I can't find, but what are the restrictions if any, on using Fate if you want to self publish?
"Ghost Whistler" is rated PG-13 (Parents strongly cautioned). Parental death, alien battles and annihilated worlds.

Peregrin

Well, the OGL license info is available at the end of the SotC SRD:

http://www.crackmonkey.org/~nick/loyhargil/fate3/fate3.html
"In a way, the Lands of Dream are far more brutal than the worlds of most mainstream games. All of the games set there have a bittersweetness that I find much harder to take than the ridiculous adolescent posturing of so-called \'grittily realistic\' games. So maybe one reason I like them as a setting is because they are far more like the real world: colourful, crazy, full of strange creatures and people, eternal and yet changing, deeply beautiful and sometimes profoundly bitter."

FrankTrollman

The short answer is that you just need to publish the open gaming license on any FATE products you use. Make sure that the stuff you are using is actually FATE, and not a specific part of some other game that uses FATE. Dresden Files is FATE, but while the portions of it that are FATE are open content, the portions of it that are licensed from Jim Butcher are "product identity" and you can't use them without getting permission. There are portions of the game that link the two that are owned by Evil Hat.
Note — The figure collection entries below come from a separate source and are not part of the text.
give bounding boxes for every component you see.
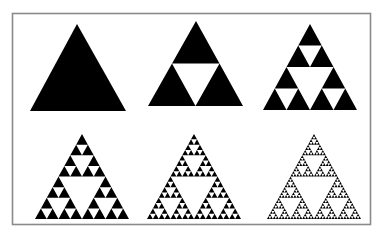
sierpinski-figure	[0, 0, 380, 232]
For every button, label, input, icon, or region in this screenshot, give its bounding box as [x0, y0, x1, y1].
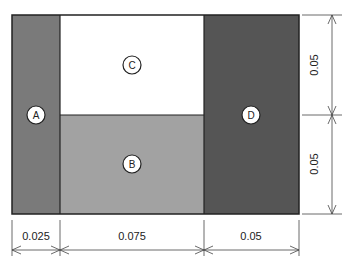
label-d: D — [247, 110, 254, 121]
vertical-dimensions — [302, 15, 342, 214]
label-c-marker: C — [123, 56, 141, 74]
label-a-marker: A — [27, 106, 45, 124]
dim-horizontal-d: 0.05 — [240, 230, 261, 242]
dim-horizontal-c-b: 0.075 — [118, 230, 146, 242]
label-a: A — [33, 110, 40, 121]
label-b-marker: B — [123, 155, 141, 173]
composite-wall-diagram: A C B D 0.05 0.05 0.025 — [0, 0, 351, 268]
label-b: B — [129, 159, 136, 170]
dim-vertical-bottom: 0.05 — [308, 153, 320, 174]
dim-horizontal-a: 0.025 — [22, 230, 50, 242]
label-d-marker: D — [242, 106, 260, 124]
dim-vertical-top: 0.05 — [308, 54, 320, 75]
label-c: C — [128, 60, 135, 71]
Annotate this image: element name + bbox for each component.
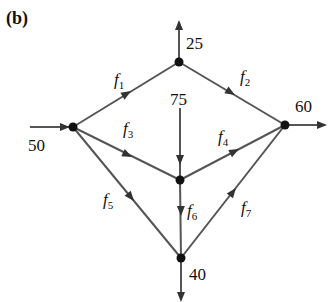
node-d	[281, 121, 290, 130]
label-out-60: 60	[295, 97, 312, 116]
node-e	[177, 254, 186, 263]
arrow-in-75-icon	[176, 155, 184, 165]
node-c	[176, 176, 185, 185]
label-f3: f3	[123, 119, 134, 140]
label-in-75: 75	[170, 90, 187, 109]
arrow-f4-icon	[228, 145, 241, 157]
edge-f6	[180, 180, 181, 258]
arrow-out-25-icon	[175, 20, 183, 30]
label-f2: f2	[240, 67, 250, 88]
label-f6: f6	[187, 201, 198, 222]
panel-label: (b)	[6, 8, 28, 29]
label-out-25: 25	[186, 34, 203, 53]
network-flow-diagram: (b)	[0, 0, 328, 302]
label-f7: f7	[241, 198, 252, 219]
node-b	[175, 58, 184, 67]
arrow-out-40-icon	[177, 292, 185, 302]
label-out-40: 40	[189, 265, 206, 284]
label-in-50: 50	[28, 136, 45, 155]
label-f1: f1	[114, 70, 124, 91]
label-f5: f5	[103, 190, 114, 211]
arrow-f2-icon	[224, 86, 237, 98]
node-a	[69, 123, 78, 132]
arrow-f6-icon	[177, 206, 185, 216]
arrow-out-60-icon	[317, 121, 327, 129]
label-f4: f4	[218, 127, 229, 148]
edge-f5	[73, 127, 181, 258]
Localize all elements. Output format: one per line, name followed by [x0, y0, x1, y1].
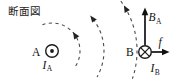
cross-section-diagram: 断面図 A IA B IB BA f: [0, 0, 172, 82]
wire-a: A IA: [32, 45, 58, 73]
field-direction-arrowhead: [90, 16, 97, 23]
figure-caption: 断面図: [8, 5, 40, 17]
field-line-arc-middle: [93, 19, 104, 77]
force-vector-f: f: [152, 36, 170, 56]
current-a-label: IA: [42, 59, 53, 74]
point-b-label: B: [126, 46, 134, 58]
up-arrowhead-icon: [142, 8, 149, 16]
wire-b: B IB: [126, 46, 160, 77]
field-vector-label: BA: [149, 11, 163, 26]
field-lines: [42, 1, 137, 79]
point-a-label: A: [32, 46, 41, 58]
field-direction-arrowhead: [73, 32, 79, 40]
right-arrowhead-icon: [162, 49, 170, 56]
current-out-dot-icon: [50, 49, 54, 53]
force-vector-label: f: [159, 36, 164, 49]
current-b-label: IB: [150, 62, 160, 77]
field-line-arc-outer: [121, 1, 137, 79]
field-direction-arrowhead: [124, 5, 130, 13]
Bottom line: you can use the FATE system and add anything you want so long as you include the license. But that doesn't mean you can use the stuff other people added to their FATE releases.

-Frank
I wrote a game called After Sundown. You can Bittorrent it for free, or Buy it for a dollar. Either way.

Ghost Whistler

This license mentions WotC. I don't understand that.
"Ghost Whistler" is rated PG-13 (Parents strongly cautioned). Parental death, alien battles and annihilated worlds.

FrankTrollman

Quote from: Ghost Whistler;467362This license mentions WotC. I don't understand that.

This is because Ryan Dancey is a genius and the folks who made FUDGE and FATE don't know any lawyers.

3e D&D dropped the whole "Open Gaming License" deal on the world with d20. And that came with a license that has all the legalese needed to make your game's intellectual property actually work like that. Which is to say that people can go off on their own and make their own stuff that references your material (thereby giving you free advertising), but you can retain control over any characters or stories or iconic thingies you want. Which if you're making an RPG, is basically what you want to happen.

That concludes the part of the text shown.